Anchor(faq35)

How can I handle command-line arguments to my script easily?

Well, that depends a great deal on what you want to do with them. Here's a general template that might help for the simple cases:

    # Bash
    while [[ $1 == -* ]]; do
        case "$1" in
          -h|--help|-\?) show_help; exit 0;;
          -v) verbose=1; shift;;
          -f) output_file=$2; shift 2;;
          --) shift; break;;
        esac
    done

Now all of the remaining arguments are the filenames which followed the optional switches. You can process those with for i or "$@".

For more complex/generalized cases, or if you want things like "-xvf" to be handled as three separate flags, you can use getopts. (NEVER use getopt(1)!)

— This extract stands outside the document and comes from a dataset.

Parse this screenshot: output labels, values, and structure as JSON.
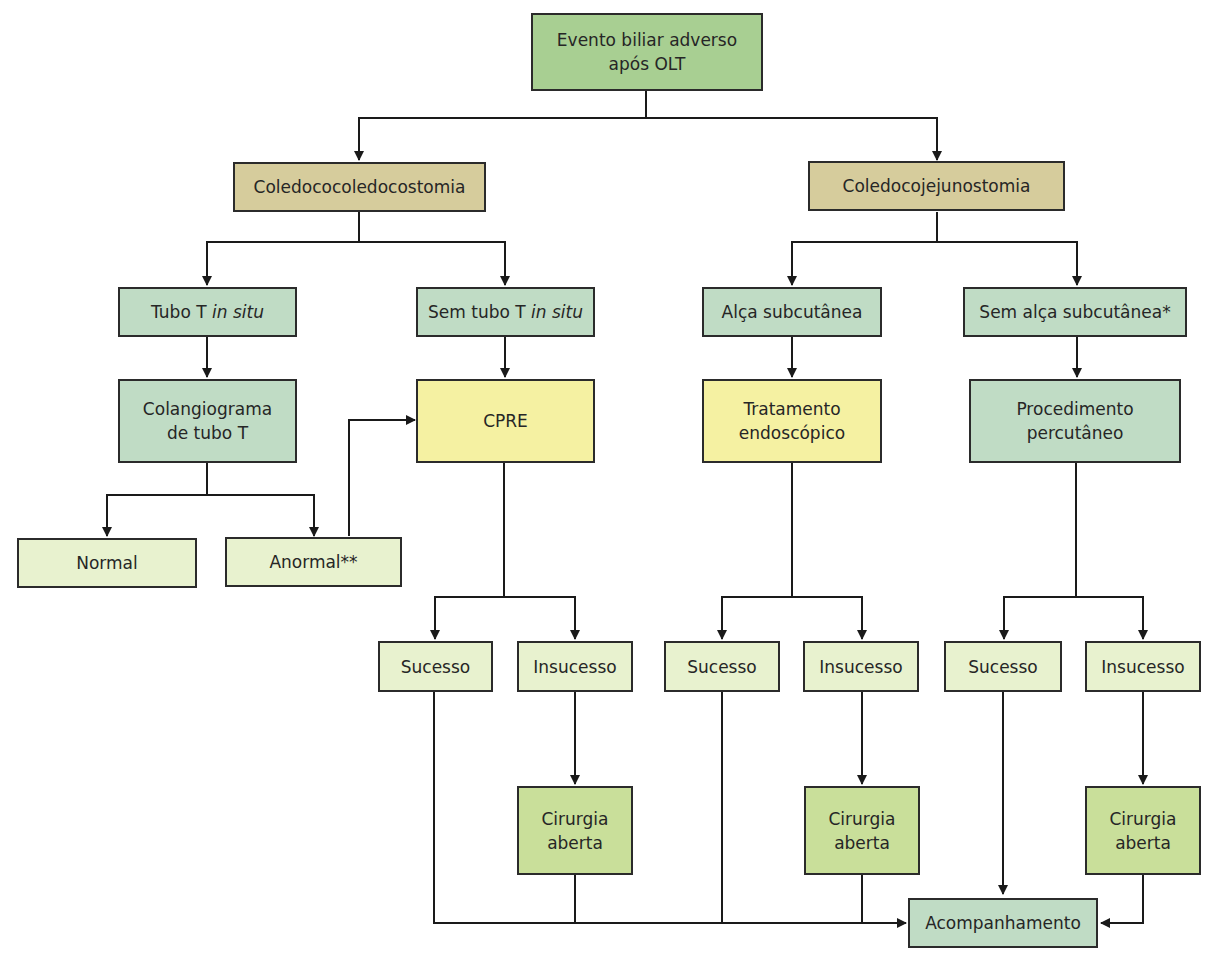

Here is a simplistic getopts example:

    # POSIX
    x=1         # Avoids an error if we get no options at all.
    while getopts "abcf:g:h:" opt; do
      case "$opt" in
        a) echo "You said a";;
        b) echo "You said b";;
        c) echo "You said c";;
        f) echo "You said f, with argument $OPTARG";;
        g) echo "You said g, with argument $OPTARG";;
        h) echo "You said h, with argument $OPTARG";;
      esac
      x=$OPTIND
    done
    shift $(($x-1))
    echo "Left overs: $@"

If your prefer to check options with if statements, then a function like this one may be useful:

# Bash
HaveOpt() {
  local needle=$1
  shift
  while [[ $1 == -* ]]; do
    case "$1" in
      --) return 1; # by convention, -- is end of options
      $needle) return 0;;
    esac
    shift
  done
  return 1
}

if HaveOpt --quick "$@"; then echo "Option quick is set"; fi

and it will work if script is run as:

but will stop on first argument with no "-" in front (or on --):

Of course, this approach (iterating over the argument list every time you want to check for one) is far less efficient than just iterating once and setting flag variables.